Vibe Coding
Some observations on vibe coding
I get a lot of questions about working with LLMs. Something I hear people discussing a lot is whether AI-generated code is better, or worse, or just more evil than human-generated code. I don’t think it’s an either/or question. To me, it’s just another tool: like most tools, there are ways to use them for good, or as weapons.
I think vibe coding is great if you need to write a one-off script that isn’t intended to be part of production code. For example, I asked Claude to help me come up with ways to generate fairly large test data sets for my last project, and it decided to write me a script to do it. This worked beautifully for what I needed, and saved me a ton of time. I did have to iterate on the prompt a bit to get it to do what I wanted, and that was a little nerve-wracking, so I saved off the different versions of the code (because sure enough, sometimes it got worse in ways I didn’t expect).
I’ve noticed that vibe coding (or even just AI-assisted coding) can be terrible if the code needs to be extensible or integrated into a larger codebase, and the person giving the instructions doesn’t know what to ask for/doesn’t iterate in the right ways.
I’ve seen a lot of failure modes, but the main ones are exactly that same ones we see from beginning-intermediate human coders:
a) The code is spaghetti/not modular enough (this seems to be the default) unless you explicitly request for it to be modular,
b) There are usually no tests unless you ask for them, and even then they’re minimal/weird,
c) Terrible problems with inconsistent naming on variables that should be the same across files,
d) Weird/outdated tool choices (like using networkx to make diagrams instead of mermaid.js),
e) The author tends to write too much code all at once,
f) The author doesn’t ask clarifying questions or give you choices before diving into execution.
All of this makes debugging much harder.
In discussions with other senior/principal/staff level engineers, we’ve all agreed that reviewing vibe-coded stuff is actually harder and takes more time than reviewing human-written code, because you have to look for different things, and it’s almost like another skill set. Part of what makes it harder is that at first glance, vibe-coded stuff often looks pretty reasonable, but when you dig deeper there are usually weird gaps and edge cases that were missed.
For example, multiple times now, I’ve seen models create inconsistent naming across modules. This is the sort of thing that humans tend miss in review (myself included!), unless you know to look for it.

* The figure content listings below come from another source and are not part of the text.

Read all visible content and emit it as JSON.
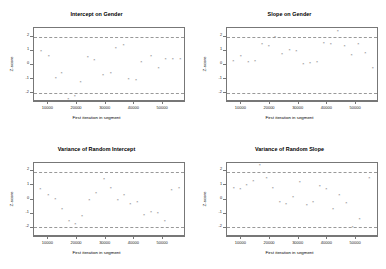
{
  "figure": {
    "title": "",
    "layout": "2x2 grid of Geweke diagnostic scatter plots",
    "background_color": "#ffffff",
    "point_color": "#606060",
    "axis_color": "#777777",
    "reference_line_color": "#999999"
  },
  "chart_data": [
    {
      "type": "scatter",
      "title": "Intercept on Gender",
      "xlabel": "First iteration in segment",
      "ylabel": "Z-score",
      "xlim": [
        5000,
        58000
      ],
      "ylim": [
        -2.6,
        2.6
      ],
      "xticks": [
        10000,
        20000,
        30000,
        40000,
        50000
      ],
      "xtick_labels": [
        "10000",
        "20000",
        "30000",
        "40000",
        "50000"
      ],
      "yticks": [
        2,
        1,
        0,
        -1,
        -2
      ],
      "ytick_labels": [
        "2",
        "1",
        "0",
        "-1",
        "-2"
      ],
      "grid": false,
      "legend": "none",
      "reference_lines": [
        1.96,
        -1.96
      ],
      "x": [
        7500,
        10200,
        12600,
        14600,
        17000,
        19200,
        21200,
        23800,
        26000,
        29100,
        31800,
        33500,
        36200,
        38000,
        40600,
        42400,
        45800,
        48400,
        50900,
        53400,
        56000
      ],
      "y": [
        0.95,
        0.62,
        -0.95,
        -0.62,
        -2.45,
        -2.2,
        -1.25,
        0.52,
        0.35,
        -0.72,
        -0.62,
        1.15,
        1.38,
        -1.02,
        -1.08,
        0.18,
        0.62,
        -0.25,
        0.42,
        0.42,
        0.42
      ]
    },
    {
      "type": "scatter",
      "title": "Slope on Gender",
      "xlabel": "First iteration in segment",
      "ylabel": "Z-score",
      "xlim": [
        5000,
        58000
      ],
      "ylim": [
        -2.6,
        2.6
      ],
      "xticks": [
        10000,
        20000,
        30000,
        40000,
        50000
      ],
      "xtick_labels": [
        "10000",
        "20000",
        "30000",
        "40000",
        "50000"
      ],
      "yticks": [
        2,
        1,
        0,
        -1,
        -2
      ],
      "ytick_labels": [
        "2",
        "1",
        "0",
        "-1",
        "-2"
      ],
      "grid": false,
      "legend": "none",
      "reference_lines": [
        1.96,
        -1.96
      ],
      "x": [
        7200,
        9800,
        12400,
        14800,
        17200,
        19600,
        21800,
        24200,
        26800,
        29200,
        31600,
        34000,
        36400,
        38800,
        41200,
        43600,
        46000,
        48400,
        50800,
        53200,
        55800
      ],
      "y": [
        0.25,
        0.62,
        0.15,
        0.28,
        1.42,
        1.28,
        1.96,
        0.72,
        1.05,
        0.95,
        0.02,
        0.12,
        0.18,
        1.52,
        1.42,
        2.35,
        1.32,
        0.68,
        1.45,
        0.78,
        -0.22
      ]
    },
    {
      "type": "scatter",
      "title": "Variance of Random Intercept",
      "xlabel": "First iteration in segment",
      "ylabel": "Z-score",
      "xlim": [
        5000,
        58000
      ],
      "ylim": [
        -2.6,
        2.6
      ],
      "xticks": [
        10000,
        20000,
        30000,
        40000,
        50000
      ],
      "xtick_labels": [
        "10000",
        "20000",
        "30000",
        "40000",
        "50000"
      ],
      "yticks": [
        2,
        1,
        0,
        -1,
        -2
      ],
      "ytick_labels": [
        "2",
        "1",
        "0",
        "-1",
        "-2"
      ],
      "grid": false,
      "legend": "none",
      "reference_lines": [
        1.96,
        -1.96
      ],
      "x": [
        7200,
        10000,
        12400,
        14800,
        17200,
        19400,
        21800,
        24300,
        26600,
        29400,
        31800,
        34200,
        36400,
        38600,
        41000,
        43400,
        45800,
        48200,
        50600,
        53000,
        55600
      ],
      "y": [
        0.72,
        0.28,
        0.02,
        -0.68,
        -1.52,
        -1.75,
        -1.22,
        -0.08,
        0.42,
        1.38,
        0.78,
        -0.08,
        0.28,
        -0.38,
        -0.22,
        -1.12,
        -0.88,
        -0.95,
        -1.55,
        0.62,
        0.78
      ]
    },
    {
      "type": "scatter",
      "title": "Variance of Random Slope",
      "xlabel": "First iteration in segment",
      "ylabel": "Z-score",
      "xlim": [
        5000,
        58000
      ],
      "ylim": [
        -2.6,
        2.6
      ],
      "xticks": [
        10000,
        20000,
        30000,
        40000,
        50000
      ],
      "xtick_labels": [
        "10000",
        "20000",
        "30000",
        "40000",
        "50000"
      ],
      "yticks": [
        2,
        1,
        0,
        -1,
        -2
      ],
      "ytick_labels": [
        "2",
        "1",
        "0",
        "-1",
        "-2"
      ],
      "grid": false,
      "legend": "none",
      "reference_lines": [
        1.96,
        -1.96
      ],
      "x": [
        7400,
        9600,
        11800,
        14200,
        16400,
        18800,
        21000,
        23400,
        25600,
        28000,
        30400,
        32800,
        35000,
        37400,
        39600,
        42000,
        44200,
        46600,
        48800,
        51200,
        54600
      ],
      "y": [
        0.78,
        0.68,
        0.95,
        1.28,
        2.38,
        1.45,
        0.78,
        -0.18,
        -0.35,
        0.12,
        1.18,
        -0.42,
        -0.18,
        0.88,
        0.72,
        -0.68,
        0.25,
        -0.25,
        -1.96,
        -1.38,
        1.45
      ]
    }
  ]
}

Of course it makes sense - the training data consists of a massive corpus of code from the internet, including millions of tutorials, GitHub gists, and Stack Overflow answers. Most of these examples are not at all like the real-world enterprise code behind complex, production-grade systems.
Also, the model works off of immediate context and the current prompt. So when you ask it to work on a second file, it doesn’t refer back to the variable names from the first file. Without being explicitly reminded, it can easily generate inconsistencies.
Overall I’d say a good practice is to treat vibe coding output the same way you’d treat a junior engineer on your team: supervise carefully, give lots of feedback, and take the time to make sure you’re not creating more work for your team in the long run.
Special shout-out to Bushra Anjum for contributing to this post!